Cloud Ushers In New Security Frontier

Widespread adoption of cloud computing is likely to entail a plethora of management and security challenges, warns original Windows NT developer Mark Shavlik

Converging physical and virtual environments will reduce costs

Not content with targeting initial virtualisation deployments, Shavlik said his company’s next step is to converge the management of physical and virtual environments into one resource.

“They’re the market of people who are already using virtualisation and now they want to lower the management costs of it,” he explained. “An example that we work a lot on is that when a virtual machine is turned off it’s not managed, which is different to physical servers because they’re never turned off – they’re always managed. Sometimes it may be as long as two years, if the virtual server has been used in a test lab for instance.

“Imagine the same thing happening to a physical PC on the network and the viruses that have developed since it was last turned on that it’s not protected against, and the old viruses it may have that will be re-introduced to your network again. Well, imagine that happening every day with virtualisation. In fact, I consider offline images one of today’s main security problem.”

As a result, Shavlik Technologies announced a new security and IT management platform at the end of last month, called “IT.Shavlik.com,” that delivers these services from the cloud. It’s founder told eWEEK Europe that the patent-pending platform would allow companies to harness the benefits of cloud computing, such as affordable licensing and ‘always-on’ software, while at the same time simplifying security and asset cost control.

“In 2008 we formed a dedicated team of virtualisation and web services experts to focus on delivering Shavlik’s IT automation capabilities via the cloud in a truly “IT on-demand” fashion, using our premised based technology that today manages millions of computers. We now have a set of cloud-based technologies that we will deliver both to customers as on demand systems management functions, and to partners as a platform with SDKs [software development kits], on which they can build and deliver their own on demand systems management solutions.”

Shavlik said the company will soon deliver on his converged virtual and physical management vision with software-as-a-service (SaaS) based applications that plug into the IT.Shavlik.com platform for IT services such as patch management, configuration management, asset management and virtualisation management. Shavlik will also be making IT.Shavlik.com available to its larger customers for their private cloud implementations.

The new platform will be made available as a beta offering some time in the fourth quarter of 2009.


» Your instructions:
Whatever appears in the records, write it out again exactly.
:: Supplied records ::
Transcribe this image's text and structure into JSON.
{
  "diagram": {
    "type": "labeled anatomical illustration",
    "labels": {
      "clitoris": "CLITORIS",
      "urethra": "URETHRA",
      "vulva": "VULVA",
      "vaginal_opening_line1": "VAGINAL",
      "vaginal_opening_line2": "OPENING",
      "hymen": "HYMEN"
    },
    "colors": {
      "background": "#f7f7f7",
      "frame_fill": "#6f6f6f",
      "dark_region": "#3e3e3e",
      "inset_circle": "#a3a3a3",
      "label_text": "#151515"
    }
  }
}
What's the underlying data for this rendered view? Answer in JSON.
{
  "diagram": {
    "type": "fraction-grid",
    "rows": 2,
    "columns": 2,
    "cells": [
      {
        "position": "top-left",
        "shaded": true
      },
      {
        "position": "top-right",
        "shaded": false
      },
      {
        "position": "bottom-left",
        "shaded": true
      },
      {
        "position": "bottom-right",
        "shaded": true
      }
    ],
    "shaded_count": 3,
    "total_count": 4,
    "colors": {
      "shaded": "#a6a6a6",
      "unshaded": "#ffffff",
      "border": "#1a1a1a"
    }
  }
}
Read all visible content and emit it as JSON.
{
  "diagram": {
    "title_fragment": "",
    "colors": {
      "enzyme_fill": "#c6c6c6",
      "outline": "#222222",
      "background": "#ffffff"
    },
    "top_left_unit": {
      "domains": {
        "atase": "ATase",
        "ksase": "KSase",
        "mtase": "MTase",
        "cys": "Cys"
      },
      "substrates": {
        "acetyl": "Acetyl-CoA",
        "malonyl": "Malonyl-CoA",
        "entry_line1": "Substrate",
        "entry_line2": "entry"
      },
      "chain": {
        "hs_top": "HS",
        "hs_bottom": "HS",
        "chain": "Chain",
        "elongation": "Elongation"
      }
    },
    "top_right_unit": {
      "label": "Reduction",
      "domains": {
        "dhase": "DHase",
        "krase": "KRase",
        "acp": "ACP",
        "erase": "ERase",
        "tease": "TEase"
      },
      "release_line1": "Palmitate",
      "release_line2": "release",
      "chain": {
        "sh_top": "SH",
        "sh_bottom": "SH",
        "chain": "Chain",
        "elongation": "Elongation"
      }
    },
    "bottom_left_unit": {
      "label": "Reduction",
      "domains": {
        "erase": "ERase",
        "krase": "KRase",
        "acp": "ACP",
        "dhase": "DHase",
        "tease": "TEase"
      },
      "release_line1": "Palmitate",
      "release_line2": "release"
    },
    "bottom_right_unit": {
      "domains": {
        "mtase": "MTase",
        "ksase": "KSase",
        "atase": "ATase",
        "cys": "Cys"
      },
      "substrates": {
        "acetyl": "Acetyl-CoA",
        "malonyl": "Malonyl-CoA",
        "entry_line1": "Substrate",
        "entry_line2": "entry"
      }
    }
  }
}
:::
» Output for this exercise:
Transcribe this image's text and structure into JSON.
{
  "diagram": {
    "type": "labeled anatomical illustration",
    "labels": {
      "clitoris": "CLITORIS",
      "urethra": "URETHRA",
      "vulva": "VULVA",
      "vaginal_opening_line1": "VAGINAL",
      "vaginal_opening_line2": "OPENING",
      "hymen": "HYMEN"
    },
    "colors": {
      "background": "#f7f7f7",
      "frame_fill": "#6f6f6f",
      "dark_region": "#3e3e3e",
      "inset_circle": "#a3a3a3",
      "label_text": "#151515"
    }
  }
}
What's the underlying data for this rendered view? Answer in JSON.
{
  "diagram": {
    "type": "fraction-grid",
    "rows": 2,
    "columns": 2,
    "cells": [
      {
        "position": "top-left",
        "shaded": true
      },
      {
        "position": "top-right",
        "shaded": false
      },
      {
        "position": "bottom-left",
        "shaded": true
      },
      {
        "position": "bottom-right",
        "shaded": true
      }
    ],
    "shaded_count": 3,
    "total_count": 4,
    "colors": {
      "shaded": "#a6a6a6",
      "unshaded": "#ffffff",
      "border": "#1a1a1a"
    }
  }
}
Read all visible content and emit it as JSON.
{
  "diagram": {
    "title_fragment": "",
    "colors": {
      "enzyme_fill": "#c6c6c6",
      "outline": "#222222",
      "background": "#ffffff"
    },
    "top_left_unit": {
      "domains": {
        "atase": "ATase",
        "ksase": "KSase",
        "mtase": "MTase",
        "cys": "Cys"
      },
      "substrates": {
        "acetyl": "Acetyl-CoA",
        "malonyl": "Malonyl-CoA",
        "entry_line1": "Substrate",
        "entry_line2": "entry"
      },
      "chain": {
        "hs_top": "HS",
        "hs_bottom": "HS",
        "chain": "Chain",
        "elongation": "Elongation"
      }
    },
    "top_right_unit": {
      "label": "Reduction",
      "domains": {
        "dhase": "DHase",
        "krase": "KRase",
        "acp": "ACP",
        "erase": "ERase",
        "tease": "TEase"
      },
      "release_line1": "Palmitate",
      "release_line2": "release",
      "chain": {
        "sh_top": "SH",
        "sh_bottom": "SH",
        "chain": "Chain",
        "elongation": "Elongation"
      }
    },
    "bottom_left_unit": {
      "label": "Reduction",
      "domains": {
        "erase": "ERase",
        "krase": "KRase",
        "acp": "ACP",
        "dhase": "DHase",
        "tease": "TEase"
      },
      "release_line1": "Palmitate",
      "release_line2": "release"
    },
    "bottom_right_unit": {
      "domains": {
        "mtase": "MTase",
        "ksase": "KSase",
        "atase": "ATase",
        "cys": "Cys"
      },
      "substrates": {
        "acetyl": "Acetyl-CoA",
        "malonyl": "Malonyl-CoA",
        "entry_line1": "Substrate",
        "entry_line2": "entry"
      }
    }
  }
}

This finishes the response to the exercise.